Of the about dozen arrested in connection with the Malegaon blasts of this year, half have strong links to Indore, and Hindu extremist group Abhinav Bharat had an office there too. Sadhvi Pragya Singh Thakur, a former ABVP (Akhil Bharatiya Vidyarthi Parishad) national level leader and an accused in the Malegaon blasts, is a native of Indore. Shivnarayan Kalsangra and Shyam Bhavarlal Sahu, who too have been arrested in the case, are also natives of Indore. Sameer Kulkarni, an Abhinav Bharat leader, had shifted his base to Indore in recent times. A few months after the February 2007 blast in Samjhauta Express came the blast in Ajmer Sharif durgah in October 2007.

Yet again, clear indicators emerged of Indore links. The bombs were packed in newspapers from Indore and Ujjain. Some of the newspapers were also traced to Gujarat and Uttar Pradesh. “All those trails went cold, or better to say we didn’t investigate them properly,” admits another senior officer who was involved in several blast investigations. “We still don’t know if the group led by Lt Col Purohit and Pragya Singh Thakur was behind the blasts in Samjhauata and Ajmer blasts. But professionally it was up to us to look at all sorts of extremist groupings in Indore, not just SIMI,” admits this officer. There are many more blasts of recent years which many credible investigators are not ready to blame on Islamic terrorists. Among them are bomb blasts in Delhi’s Jama Masjid, and the earlier Malegaon blast of 2006 in which at least 38 people were killed. In the case of the latter, the local police so badly botched the investigation, arresting several local Muslims, that CBI, which took over the case later, failed to make headway. In Andhra Pradesh, the police rounded up several youngsters from the Muslim community after the Mecca Masjid blast on May 18, 2007. Last week, the state government admitted that these youth had been tortured and there was no evidence against them.

There are more startling facts emerging which show that the Hindu terror network could be more potent than what is now known. Investigators are now looking at some striking resemblances that are emerging between blasts in Mecca Masjid, the Jaipur blasts of May 2008, and a blast in a court in Hubli in May this year. They were all triggered using mobile phones and had striking similarities. Investigators had blamed all of them on SIMI, and they had their reasons. But with evidence that the Hindu groups can carry out high intensity explosions, and that they have a wide network and funding, many of those who were looking only at terror groups such as HUJI (Harkat-ul-Jihad-al-Islami) and LET (Lashkar-e-Taiba), and at SIMI, are taking a second look at the entire scenario.

For many within the intelligence agencies, what is most frightening are not their failures, but the bigger challenge of competitive politics taking over or thwarting their professional investigations. Already, there are many questioning the Congress-run state government of Maharashtra for overzealousness in the investigations into the Hindu groups, and the BJP is up in arms defending possible terrorists.
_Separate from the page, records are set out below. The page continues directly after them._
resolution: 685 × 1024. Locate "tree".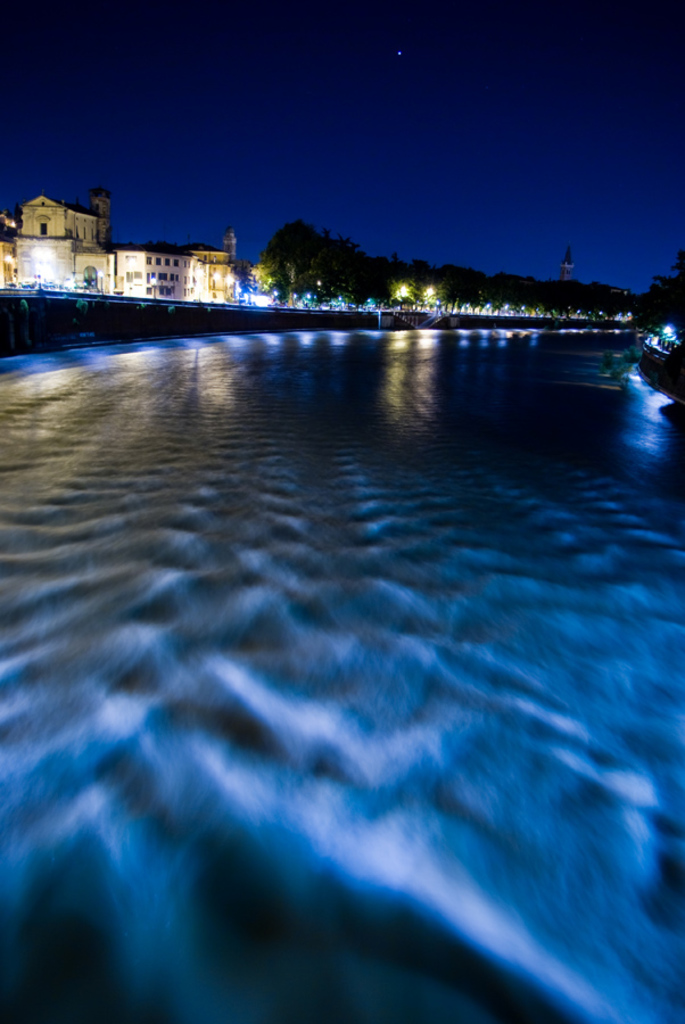
bbox=(456, 262, 488, 317).
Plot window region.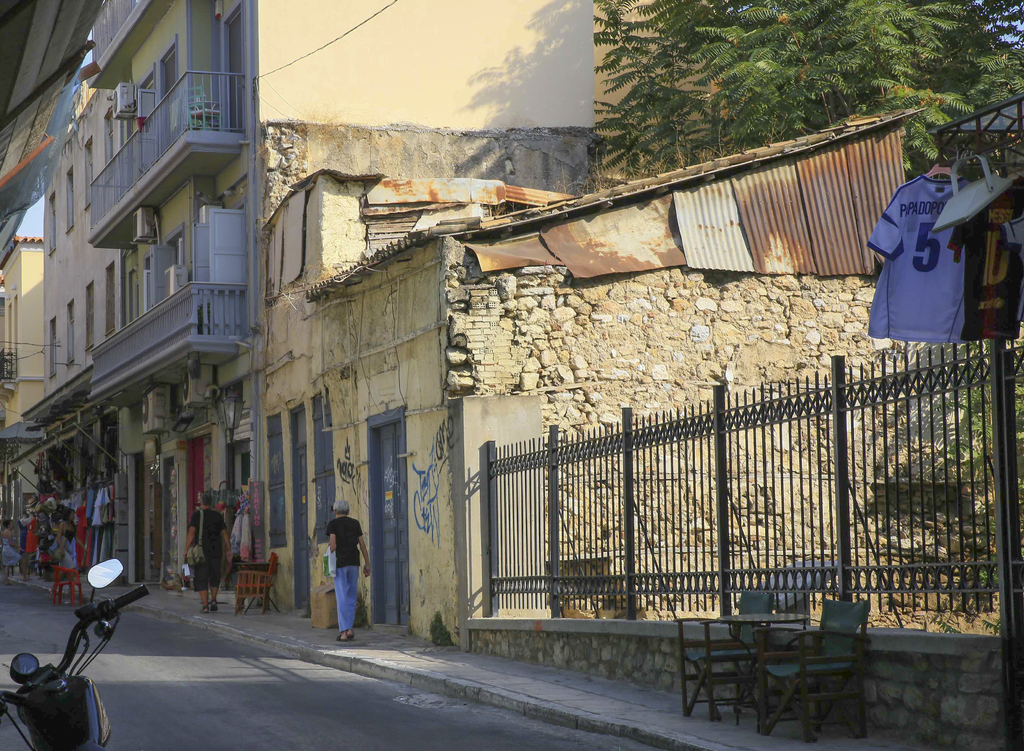
Plotted at (left=262, top=417, right=287, bottom=542).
But the important issues of cruel interrogations, utter lack of respect for human rights, use of fake evidence, and motivated investigations, to say nothing of cavalier investigations are also important; these cannot be ignored no matter who is suspect. The question of institutional biases, built-in or induced, is also  critical. So far, the record of the investigating agencies has not been edifying and the tally of convictions is also poor. With the emergence of newer players on the terror scene, will the investigators now start looking at all the cases afresh?